▶ _TASK GOAL_
Where a picture appears, omit it; repeat everything else in the records exactly.

▶ _DATA SECTION_
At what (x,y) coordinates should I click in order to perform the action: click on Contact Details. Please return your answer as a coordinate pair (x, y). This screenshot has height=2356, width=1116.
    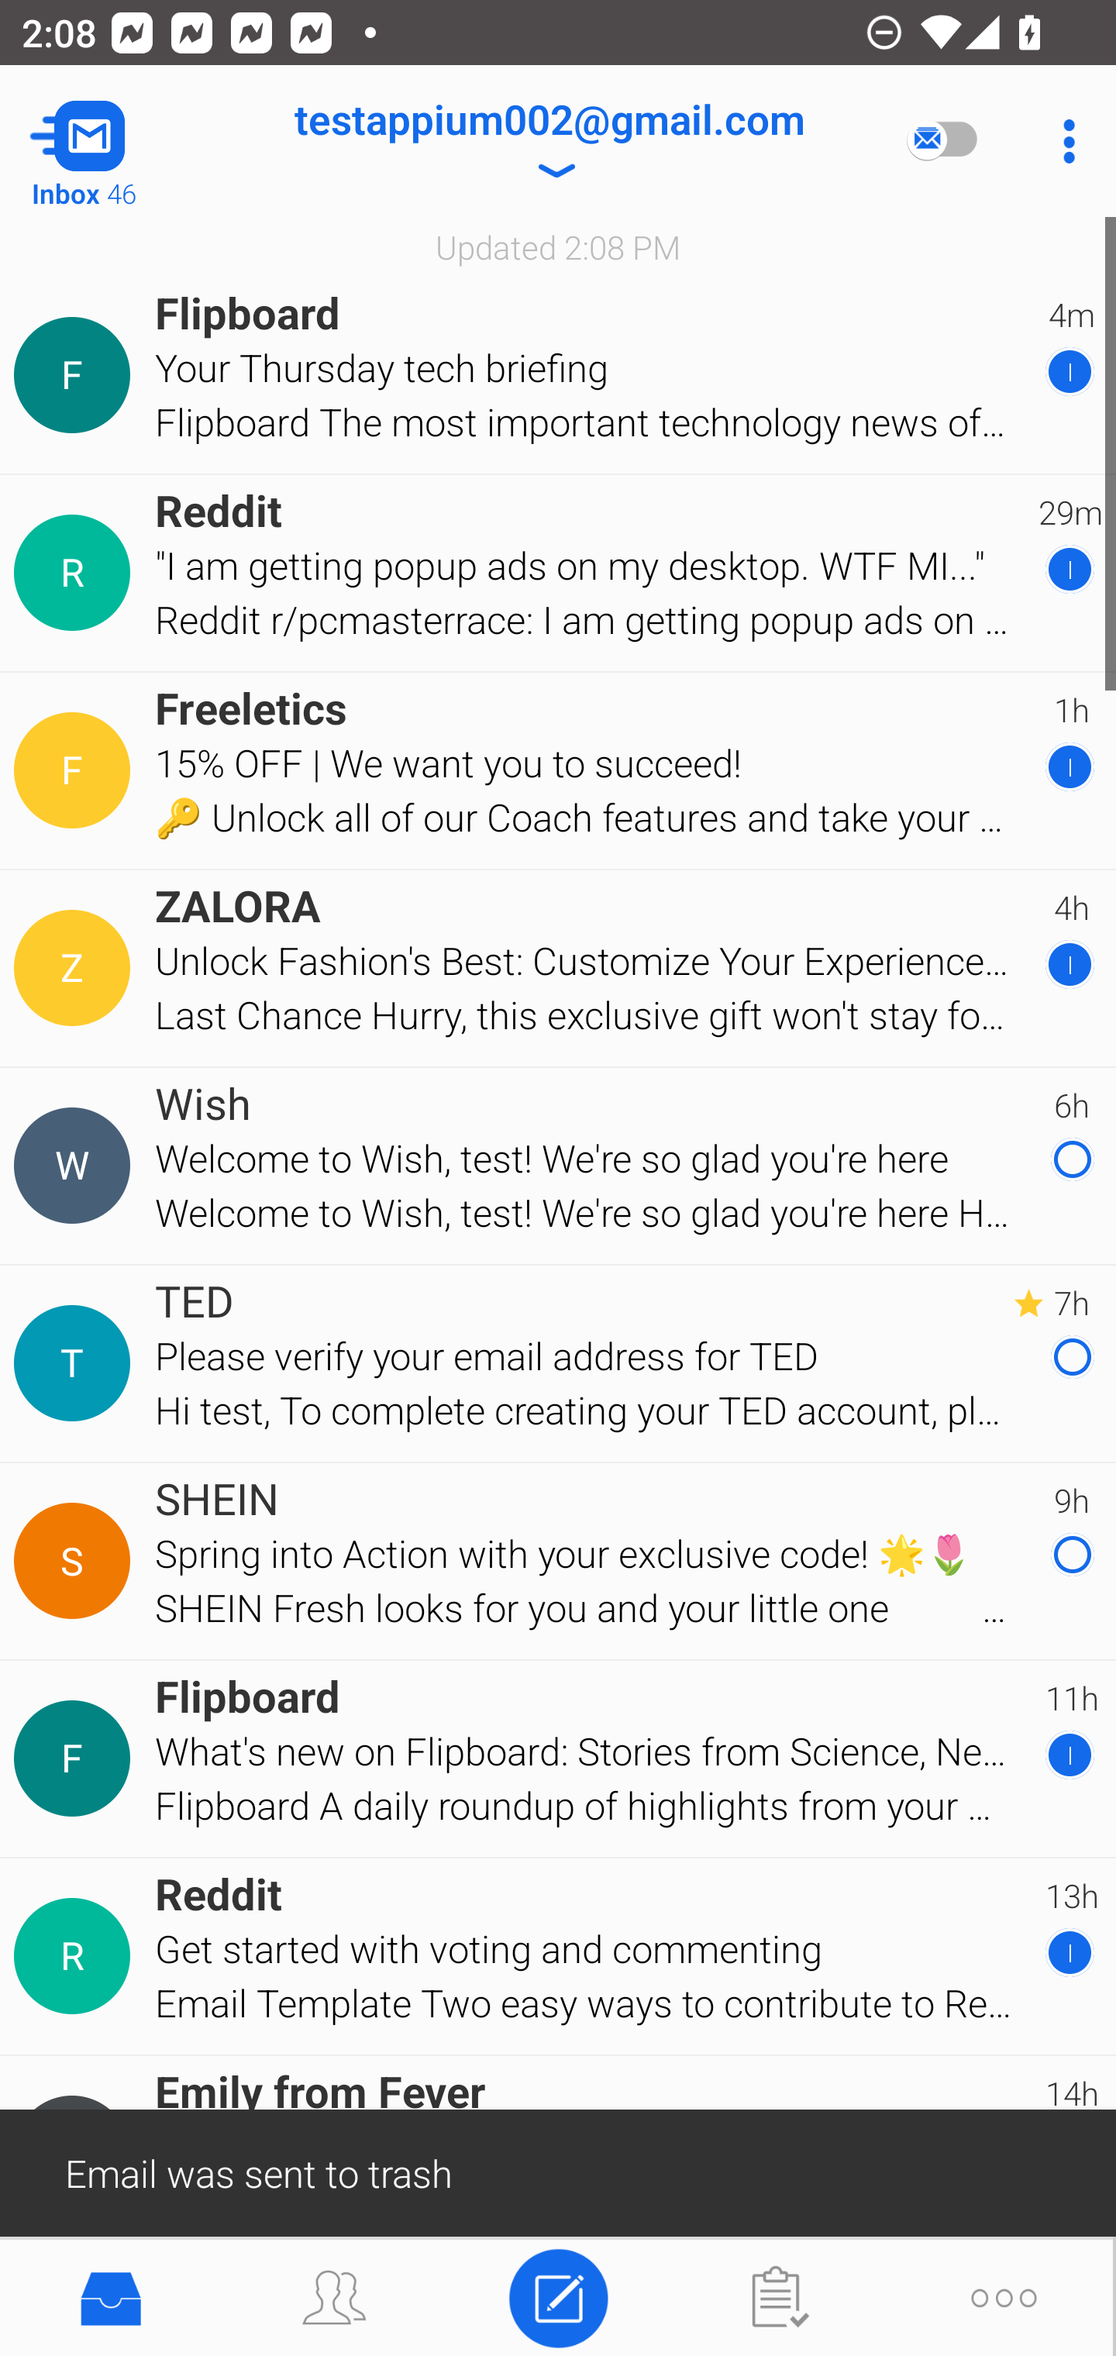
    Looking at the image, I should click on (76, 375).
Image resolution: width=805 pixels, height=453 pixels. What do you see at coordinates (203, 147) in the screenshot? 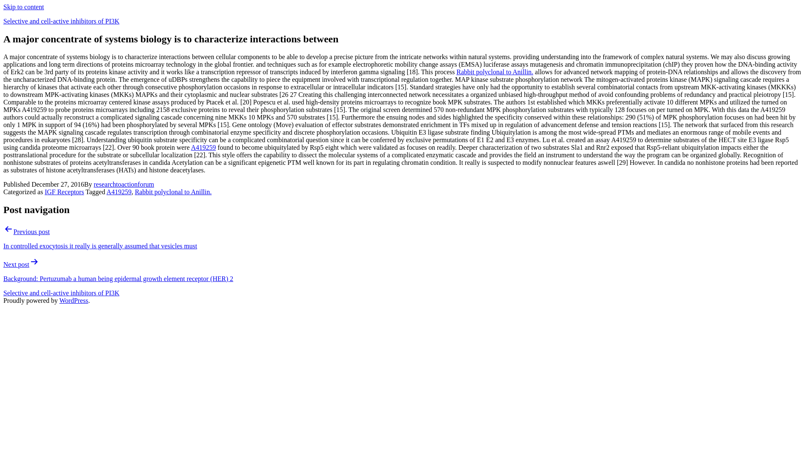
I see `A419259` at bounding box center [203, 147].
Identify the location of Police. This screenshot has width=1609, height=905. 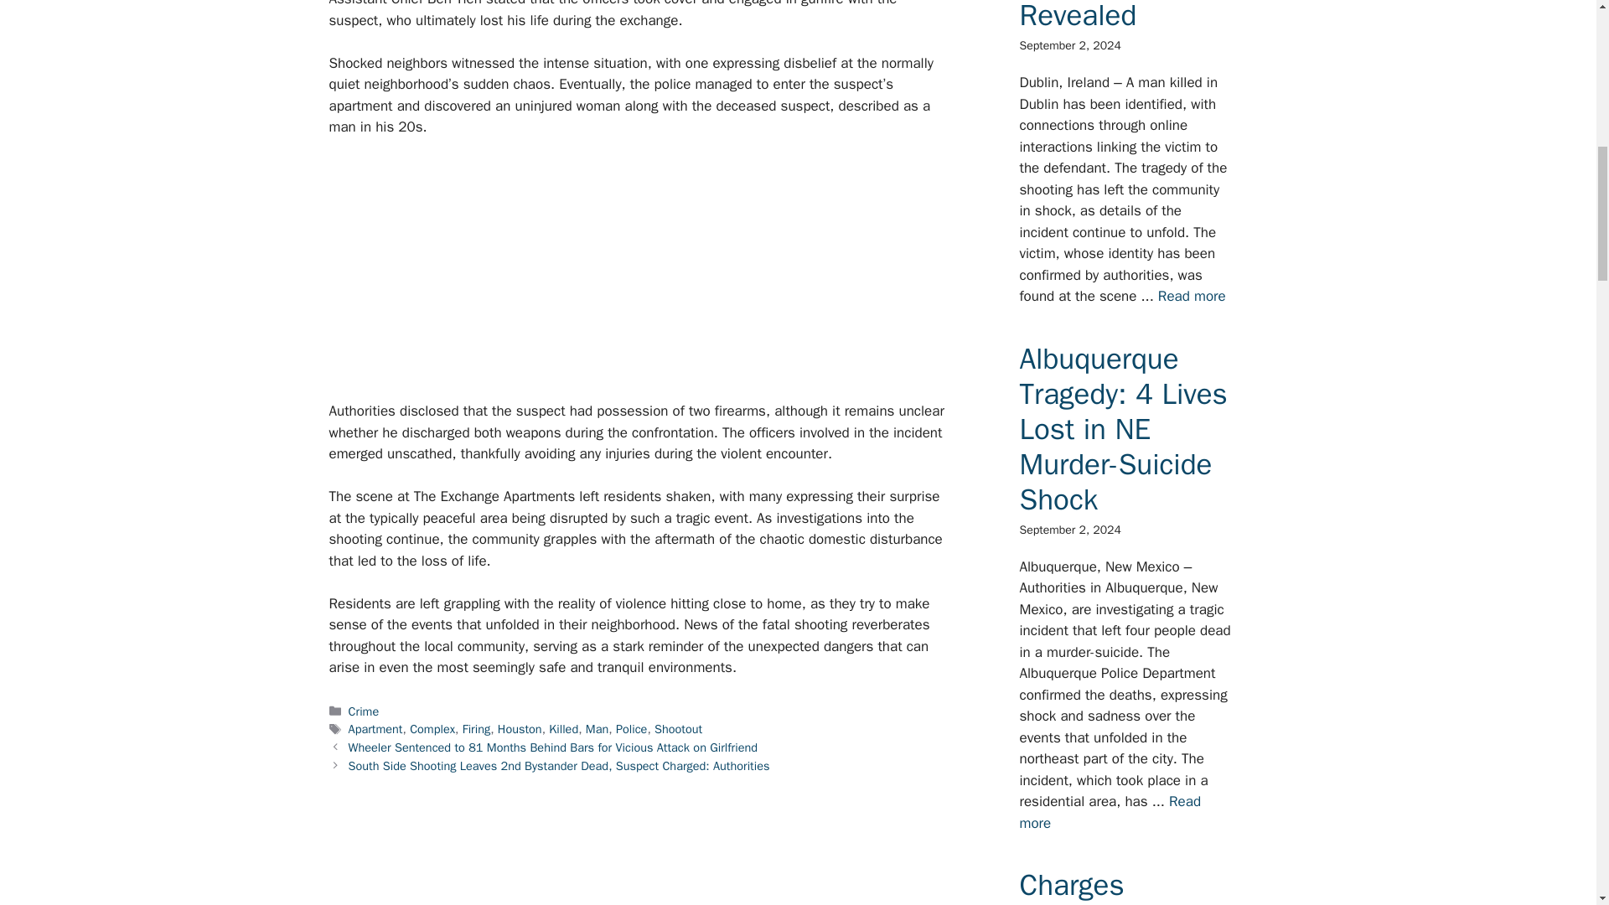
(631, 729).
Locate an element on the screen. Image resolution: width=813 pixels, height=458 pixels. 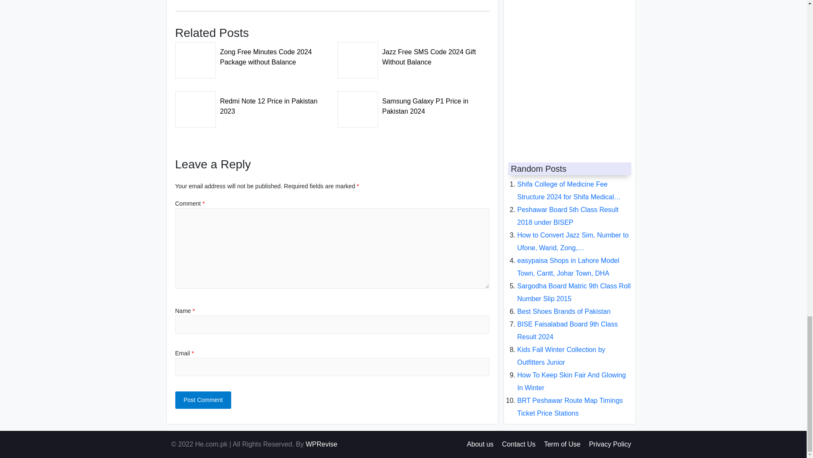
Zong Free Minutes Code 2024 Package without Balance is located at coordinates (252, 54).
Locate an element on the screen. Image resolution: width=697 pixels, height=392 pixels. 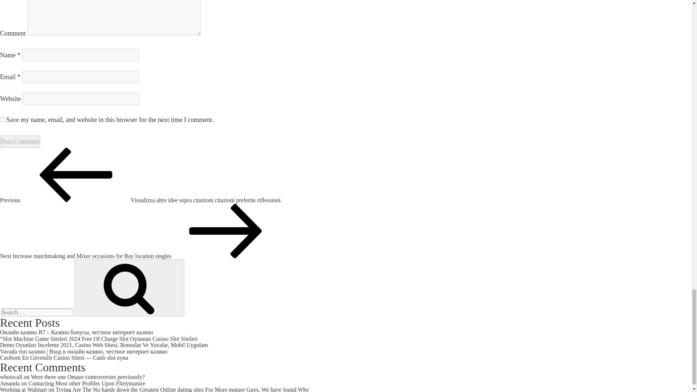
whoiscall is located at coordinates (11, 377).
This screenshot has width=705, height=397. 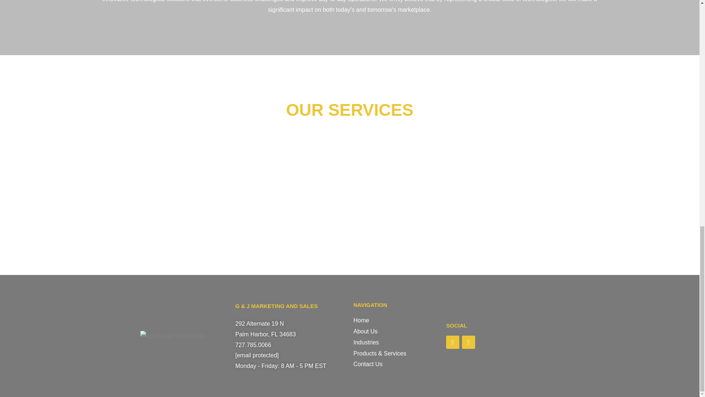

▶ _SOLUTION_
At what (x,y) coordinates should I click in order to perform the action: click on Contact Details. Please return your answer as a coordinate pair (x, y). This screenshot has height=2356, width=1116.
    Looking at the image, I should click on (76, 375).
Image resolution: width=805 pixels, height=453 pixels. What do you see at coordinates (203, 147) in the screenshot? 
I see `A419259` at bounding box center [203, 147].
Identify the location of Police. This screenshot has width=1609, height=905. 
(631, 729).
Locate an element on the screen. Image resolution: width=813 pixels, height=458 pixels. 
Zong Free Minutes Code 2024 Package without Balance is located at coordinates (252, 54).
Locate an element on the screen. Image resolution: width=697 pixels, height=392 pixels. 
whoiscall is located at coordinates (11, 377).
This screenshot has width=705, height=397. 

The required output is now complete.